John Paul then assigned Bertone, in his capacity of Secretary of the Congregation for the Doctrine of the Faith, to go and meet Lucia and ask whether the text of the secret secured in the Congregation for the Doctrine of the Faith was authentic.
During his time as secretary, he met her three times: April 27, 2000, November 17, 2001, and December 9, 2003.
Bertone shared with CNA that Lucia was “a bright, very nice, serene, peaceful and calm person. She was a confident person who had to keep a great secret and was called to communicate important messages to humanity.”
The cardinal also shared details about his last meeting with Lucia. He said that one of the main topics of their last conversation was about the meeting Lucia had on July 11, 1977 with Cardinal Albino Luciani, then Patriarch of Venice.

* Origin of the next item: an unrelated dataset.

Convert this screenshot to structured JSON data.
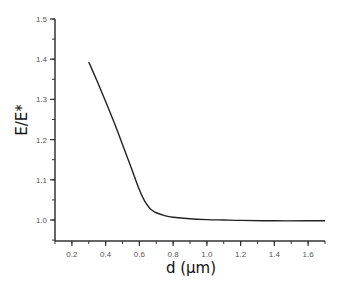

Luciani would be elected Pope John Paul I on Aug. 26, 1978, and his papacy would last only 33 days. Many reports said that Cardinal Luciani was shocked by the meeting he had with Lucia, since she would allegedly predict both his election as a pontiff and his very short pontificate.
In fact, Luciani had drafted a report of his meeting, and Bertone had brought this report with him, in a translation in Portuguese that Lucia had requested.
Bertone recounted: “She carefully read the report, and then confirmed every word and signed it at the very end. I then asked a precise question: ‘Did you predict Cardinal Luciani’s election as Pope?’ She answered, with these very words: ‘I do not remember if I told him he was going to be elected Pope. I told my religious community that I had met a good cardinal, a holy cardinal, and that if he was elected Pope, he was going to be a good Pope’.”
Bertone added that the discussion between Luciani and Lucia dealt with the decline of faith in the Church and other general problems of the Church.
The cardinal also recalled that Lucia said the Virgin was satisfied by the consecration of Russia to the Immaculate Heart of Mary.
During the apparitions, Our Lady of Fatima asked that the Pope consecrate the world to the Immaculate Heart of Mary, with a special mention of Russia, in union with the bishops of the whole world.
Both Pius XII and John Paul II consecrated Russia to the Immaculate Heart of Mary, although there was not an explicit mention to Russia itself – a detail that brought many to suggest that in fact the consecration had not fulfilled Our Lady’s request.
Bertone underscored that the choice not to mention Russia directly was made “for ecumenical reasons” and out of “respect for the Russian Orthodox Church,” but he also stressed that the references to it are very clear. In particular, he recalled Pius XII’s 1952 Apostolic Letter Sacro Vergente Anno, which clearly speaks about the “consecration of the people of Russia.”